EDINBURG, Texas – After studying immigration flows into the United States for UT-Rio Grande Valley’s Center for Border Economic Studies, assistant economics professor Armando R. Lopez-Velasco comes to the conclusion that a guest or temporary worker program would be desirable.
The Center for Border Economic Studies is part of the Robert C. Vackar College of Business & Entrepreneurship at UTRGV. Lopez-Velasco produced his 7-page analysis for the university’s occasional Border Business Briefs publication. It is titled “A snapshot of Immigration Flows into the US.” Click here to read it in full.
Among the graphs displayed in the brief is one showing permanent resident permits given by type of immigrant from 2000 to 2021. Another shows unauthorized immigrants residing in the US, between the years 1990-2018. A couple of pie charts show the origin of unauthorized population residing in the US between 2000 and 2018. Another graph shows Border Patrol’s budget as a percentage of GDP. And another graph shows Border Patrol arrests along the Mexican border. Yet another graph shows CBP arrest data by country of origin from 2018 to 2022. The final graph shows the number of unaccompanied children arrested at the Border by origin.
In his concluding remarks, Lopez-Velasco notes there are different types of immigrants and many different programs in the US that regulate immigration (directly in the case of legal immigration and indirectly via enforcement in the case of unauthorized immigration). He said his study attempts to present the state of immigration flows to the US and discusses some of the immigration challenges. Due to the complexity of the topic and in order to keep the discussion short, Lopez-Velasco said, his analysis does not attempt to discuss comprehensive immigration reform.
“With respect to unauthorized immigration, addressing push factors (violence, lack of opportunities, poverty, etc.) is clearly important but it is something that depends heavily on the institutions and quality of the government of the sending countries. What a host economy like the US can control is the level of legal migration allowed into the country as well as the type and level of enforcement,” Lopez-Velasco writes.
“An enforcement-only approach is unlikely to control unauthorized flows and is also likely to impose high human costs.
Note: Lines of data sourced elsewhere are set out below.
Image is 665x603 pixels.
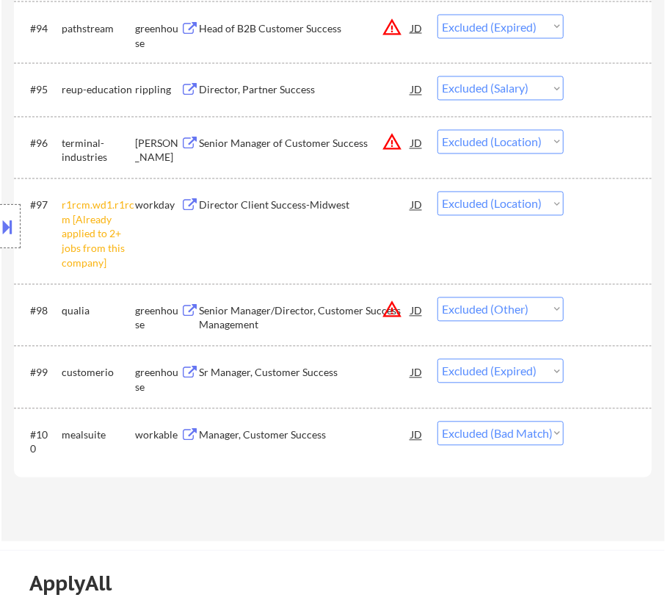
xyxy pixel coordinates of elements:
div: Senior Manager/Director, Customer Success Management [199,304,410,333]
div: Sr Manager, Customer Success [199,366,410,380]
div: JD [410,15,424,41]
div: greenhouse [135,366,181,394]
div: Director, Partner Success [199,83,410,98]
div: JD [410,192,424,218]
button: warning_amber [382,17,402,37]
button: warning_amber [382,132,402,153]
div: workable [135,428,181,443]
div: JD [410,130,424,156]
div: ApplyAll [29,571,128,595]
button: warning_amber [382,300,402,320]
div: #95 [30,83,50,98]
div: Senior Manager of Customer Success [199,137,410,151]
div: Manager, Customer Success [199,428,410,443]
div: Head of B2B Customer Success [199,21,410,36]
div: greenhouse [135,21,181,50]
div: JD [410,76,424,103]
div: JD [410,421,424,448]
div: reup-education [62,83,135,98]
div: rippling [135,83,181,98]
div: pathstream [62,21,135,36]
div: #94 [30,21,50,36]
div: JD [410,359,424,385]
div: Director Client Success-Midwest [199,198,410,213]
div: #99 [30,366,50,380]
div: #100 [30,428,50,457]
div: JD [410,297,424,324]
div: customerio [62,366,135,380]
div: mealsuite [62,428,135,443]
There is possibly a better solution that could represent a win-win situation for the US and to many would-be unauthorized immigrants: the possibility of a guest or temporary worker program.”
Lopez-Velasco said there are some advantages of a guest worker program when the alternative is unauthorized immigration.
“It would allow for a way to come and work for a category of people that currently have no legal way of coming to the US. The stay is temporary as opposed to permanent as the current system ends up inducing unauthorized migration with a long stay due to the high costs of crossing,” Lopez-Velasco writes.
“Since by definition a guest worker program allows people only temporary in US soil, in a decade there could be a larger number of people who would benefit from working in the US temporarily as opposed to the same stock of people over many years under unauthorized immigration. Then those temporary workers would return to their home economies with some capital.”
Lopez-Velasco continues: “Also, for national security issues, a guest worker program would be preferred over unauthorized immigration. Finally, other countries that are traveled during the journey to the US (e.g. Mexico) would also benefit from the existence of such program as many of the immigrants that are rejected in the US might end up in Mexican cities.”
Lopez-Velasco said some of the “big winners” of the status-quo are the criminal groups which charge significant amounts of money in attempts to smuggle people into the US or who kidnap or exploit foreigners while in transit to the border.
“Because of that, many potential immigrants would prefer to apply for a legal temporary worker permit, thus leading to some tax revenue (cost of the permit) plus some savings as compared to an enforcement-only framework in that the pool of potential unauthorized immigrants would be theoretically lower. Finally, the journey to come to the US would not be as dangerous as it is right now.”